Manlius to Peter Pindar: Satire, Patriotism, and Masculinity in the 1790s
Abstract
This essay examines the political satires of John Wolcot (alias Peter Pindar) in the context of the numerous patriotic attacks on their author between 1787 and 1801. Wolcot's satires on George III met with ferocious, politically motivated attacks on the poet's masculinity. These can be explained only in part with reference to the French Revolution: Wolcot's literary combats, and his influence on younger satirists such as James Gillray, also testify to the longer-term importance of sodomy, scatology, and gendered notions of the king's two bodies in English political debate. Wolcot insisted on the corporeality of the King's body and of his desires. In the 1790s these assertions were received as libel, sedition, and blasphemy, rather than as unpatriotic. In fact, Wolcot's continued success in the face of political attacks can be attributed to his stance of loyal opposition, a stance related to "patriotism" in its dominant eighteenth-century sense. The conflict surrounding Wolcot thus illuminates the massive shifts occurring since that time in the definition of patriotism and the composition of the body politic, but also reinforces the connection between patriotism and masculinity.
Part of
Citation
Romantic Circles Praxis Series, May 2006
Rights
OpenAccess.
This work is licensed under a Creative Commons Attribution-NonCommercial-NoDerivs 3.0 License.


# What the task requires:
Look through the records below, and copy out every line that holds the string "chronic".

[Exercise inputs]

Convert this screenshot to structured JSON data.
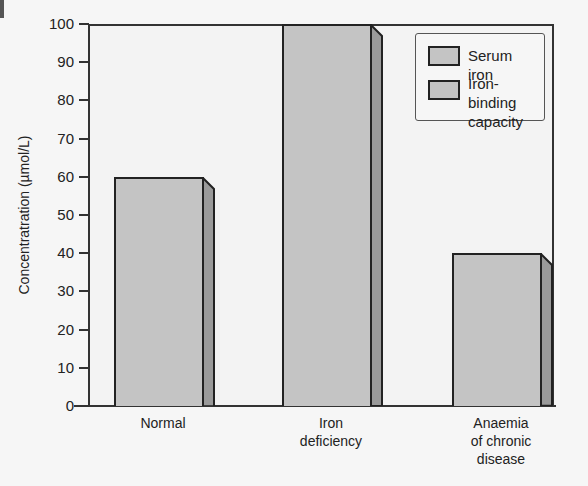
{
  "chart_data": {
    "type": "bar",
    "title": "",
    "xlabel": "",
    "ylabel": "Concentratration (µmol/L)",
    "ylim": [
      0,
      100
    ],
    "yticks": [
      0,
      10,
      20,
      30,
      40,
      50,
      60,
      70,
      80,
      90,
      100
    ],
    "grid": false,
    "legend_position": "top-right",
    "categories": [
      "Normal",
      "Iron deficiency",
      "Anaemia of chronic disease"
    ],
    "category_label_lines": [
      [
        "Normal"
      ],
      [
        "Iron",
        "deficiency"
      ],
      [
        "Anaemia",
        "of chronic",
        "disease"
      ]
    ],
    "series": [
      {
        "name": "Serum iron",
        "values": [
          60,
          100,
          40
        ],
        "color": "#c4c4c4"
      }
    ],
    "legend": [
      "Serum iron",
      "Iron-binding capacity"
    ],
    "legend_lines": [
      [
        "Serum iron"
      ],
      [
        "Iron-binding",
        "capacity"
      ]
    ],
    "style": "3d-bar"
  },
  "colors": {
    "bar_front": "#c4c4c4",
    "bar_side": "#9a9a9a",
    "plot_bg": "#f3f3f3",
    "axis": "#333333"
  }
}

[/Exercise inputs]

# Solution for this problem:
      "Anaemia of chronic disease"
        "of chronic",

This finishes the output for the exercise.